In this short video workshop we run through Zuko's insurance report and look at some of the key elements you need to consider when you are experimenting on, and optimizing your insurance forms.

Things we cover include:

  • Should you include a vehicle lookup and what is the best way to implement this
  • Job pickers - why they are annoying and how to mitigate them
  • How to ask for sensitive personal information
  • Ways to break down questions like annual mileage which may confuse users
  • Why progress bars are a good idea
  • Should you try and manage user expectations
  • Why dropdowns suck and what to do instead
  • The optimal way to ask for dates
  • Dodgy dark UX patterns

Download the insurance form market report that is mentioned in the video here

Optimising Insurance Forms: UX Lessons That Improve Conversion (Transcript)

Hello everyone and welcome to today’s session. As you can see from the slide, we’re focusing on optimising forms — specifically insurance forms.

We’ll be looking at the user experience of insurance forms, sharing research we’ve done on car insurance journeys in the UK, and giving practical tips you can apply to reduce friction and improve conversion rates.

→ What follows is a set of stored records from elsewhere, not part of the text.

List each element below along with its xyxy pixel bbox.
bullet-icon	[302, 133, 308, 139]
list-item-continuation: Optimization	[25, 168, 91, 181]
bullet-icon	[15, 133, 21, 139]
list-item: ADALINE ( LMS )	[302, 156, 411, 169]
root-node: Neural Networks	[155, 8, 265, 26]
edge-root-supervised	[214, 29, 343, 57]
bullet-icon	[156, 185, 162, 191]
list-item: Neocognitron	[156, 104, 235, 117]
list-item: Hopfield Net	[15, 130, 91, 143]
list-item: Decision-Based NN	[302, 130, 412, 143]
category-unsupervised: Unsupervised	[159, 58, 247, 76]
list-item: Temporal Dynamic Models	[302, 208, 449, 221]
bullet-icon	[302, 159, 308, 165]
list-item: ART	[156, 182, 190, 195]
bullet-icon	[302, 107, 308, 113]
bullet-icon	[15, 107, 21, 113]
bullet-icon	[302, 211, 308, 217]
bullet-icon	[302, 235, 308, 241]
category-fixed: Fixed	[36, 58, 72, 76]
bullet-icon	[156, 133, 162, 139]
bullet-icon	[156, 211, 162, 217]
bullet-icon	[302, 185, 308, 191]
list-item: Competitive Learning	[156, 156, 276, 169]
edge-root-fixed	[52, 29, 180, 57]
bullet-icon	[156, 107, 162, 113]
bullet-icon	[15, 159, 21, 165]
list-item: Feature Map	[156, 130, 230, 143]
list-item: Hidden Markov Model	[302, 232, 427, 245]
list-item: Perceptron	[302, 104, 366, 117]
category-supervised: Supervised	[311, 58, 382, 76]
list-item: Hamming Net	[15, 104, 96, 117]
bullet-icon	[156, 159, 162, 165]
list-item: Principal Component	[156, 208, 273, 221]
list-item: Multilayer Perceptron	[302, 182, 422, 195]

I’m Alun from Zuko Analytics, and I’m joined by my colleague Adam.

Adam: Hi everyone.

Housekeeping

We’re live on LinkedIn, which means there’s a small delay. If you have any questions, please drop them in the comments as early as possible. We’ll answer them as we go or at the end.

What We’ll Cover Today

We’ll start with a quick introduction to who we are and why this topic matters. Then we’ll walk through:

  • The research we carried out on UK insurance forms
  • The methodology behind the audit
  • Some examples of the best and worst-performing insurance form journeys
  • The main optimisation lessons and UX pain points we discovered
  • Practical recommendations for reducing abandonment

Why Listen to Us?

We’re from Zuko Analytics, a platform that tracks user behaviour on online forms.

Zuko helps identify:

  • Which questions cause users to hesitate
  • Where people abandon
  • Which fields generate frustration and drop-off
  • What changes are likely to increase completions

We’ve been doing this for over 10 years, and we’ve analysed thousands of forms across industries.

Although today’s examples focus on insurance, most of the lessons apply to any complex multi-step form.

Research: UK Car Insurance Form Audit

Recently, we carried out an audit of 27 UK car insurance forms.

We reviewed them against 42 different UX criteria, covering everything from usability fundamentals to specific friction patterns that commonly appear in insurance journeys.

Each form was scored using a matrix and algorithm so we could identify which forms offered the best overall user experience.

We’ll share the report link later, but most of today’s discussion is based on insights from this research.

The Best and Worst Insurance Forms (Quick Summary)

Naturally, everyone wants to know: who did best?

Top performers

1. By Miles
By Miles ranked number one overall. The standout feature was its simplicity — it asked only seven questions to reach a quote.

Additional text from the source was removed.